Why I Killed the Mahatma by Elst Dr Koenraad
Author:Elst, Dr Koenraad
Language: eng
Format: epub
Publisher: Rupa & Co
Published: 2017-12-20T05:00:00+00:00
DID GANDHI WIN INDIA’S INDEPENDENCE?
The remainder of Godse’s statement is mostly a rewording of the same argument, hammering especially at Gandhi’s irrationality and at the irresponsibility of his non-violence. The first point to follow, however, is an attempt to set the record straight on the respective merits of different groups of people in the Indian freedom struggle. The common notion that Gandhiji achieved independence by his non-violent campaigns is judged as follows:
‘71. (…) there was never a more stupendous fiction fostered by the cunning and believed by the credulous in this country for over a thousand years. Far from attaining freedom under his leadership, Gandhiji has left India torn and bleeding from a thousand wounds.’12
‘85. (…) I am therefore surprised when claims are made over and over again that the winning of freedom was due to Gandhiji. My own view is that constant pandering to the Muslim League was not the way to winning freedom. It only created a Frankenstein (…) permanently stationing a hostile, censorious, unfriendly and aggressive neighbour on what was once Indian territory. About the winning of Swaraj or freedom, I maintain that the Mahatma’s contribution was negligible. But I am prepared to give him a place as a sincere patriot.’13
Godse then describes the freedom struggle against Muslim rule and against the British encroachment under the Marathas and Sikhs, the ‘War of Independence’ of 1857 (that is what Savarkar called the Mutiny), and the violent acts of the revolutionary nationalists in the first decades of the twentieth century. According to Godse, this armed struggle had definitely contributed to India’s independence from Britain, as we shall see in the subsequent paragraphs.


What the exercise asks: This task calls for copying each line below that contains "swatch".

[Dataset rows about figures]
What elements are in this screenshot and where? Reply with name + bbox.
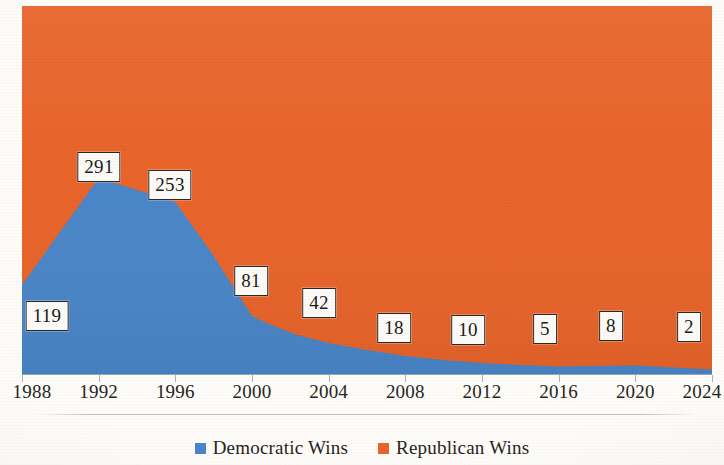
legend-swatch-democratic-icon — [195, 443, 206, 454]
legend-item-democratic[interactable]: Democratic Wins — [195, 437, 348, 459]
data-label-81: 81 — [234, 266, 268, 296]
x-axis-label-2020: 2020 — [616, 381, 655, 403]
x-axis-label-1988: 1988 — [13, 381, 52, 403]
data-label-18: 18 — [377, 313, 411, 343]
data-label-42: 42 — [302, 288, 336, 318]
legend-label-republican: Republican Wins — [396, 437, 529, 459]
x-axis-labels: 1988199219962000200420082012201620202024 — [0, 381, 724, 407]
chart-legend: Democratic Wins Republican Wins — [0, 434, 724, 462]
x-axis-label-1996: 1996 — [156, 381, 195, 403]
footer-separator-rule — [36, 414, 696, 415]
data-label-8: 8 — [599, 311, 623, 341]
x-axis-label-2008: 2008 — [386, 381, 425, 403]
data-label-2: 2 — [677, 312, 701, 342]
stacked-area-chart: 1988199219962000200420082012201620202024… — [0, 0, 724, 465]
x-axis-label-2012: 2012 — [463, 381, 502, 403]
data-label-253: 253 — [148, 170, 191, 200]
data-label-10: 10 — [451, 315, 485, 345]
x-axis-label-1992: 1992 — [79, 381, 118, 403]
data-label-5: 5 — [533, 314, 557, 344]
data-label-119: 119 — [26, 301, 69, 331]
x-axis-label-2024: 2024 — [683, 381, 722, 403]
x-axis-label-2004: 2004 — [309, 381, 348, 403]
data-label-291: 291 — [77, 152, 120, 182]
x-axis-label-2016: 2016 — [539, 381, 578, 403]
legend-item-republican[interactable]: Republican Wins — [378, 437, 529, 459]
legend-label-democratic: Democratic Wins — [213, 437, 348, 459]
x-axis-label-2000: 2000 — [233, 381, 272, 403]
legend-swatch-republican-icon — [378, 443, 389, 454]
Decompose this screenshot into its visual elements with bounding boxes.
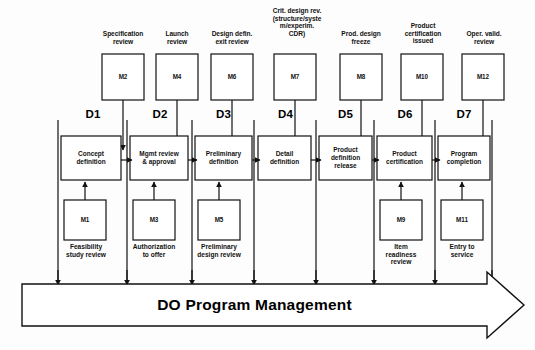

Reply:
legend-swatch-democratic-icon — [195, 443, 206, 454]
legend-swatch-republican-icon — [378, 443, 389, 454]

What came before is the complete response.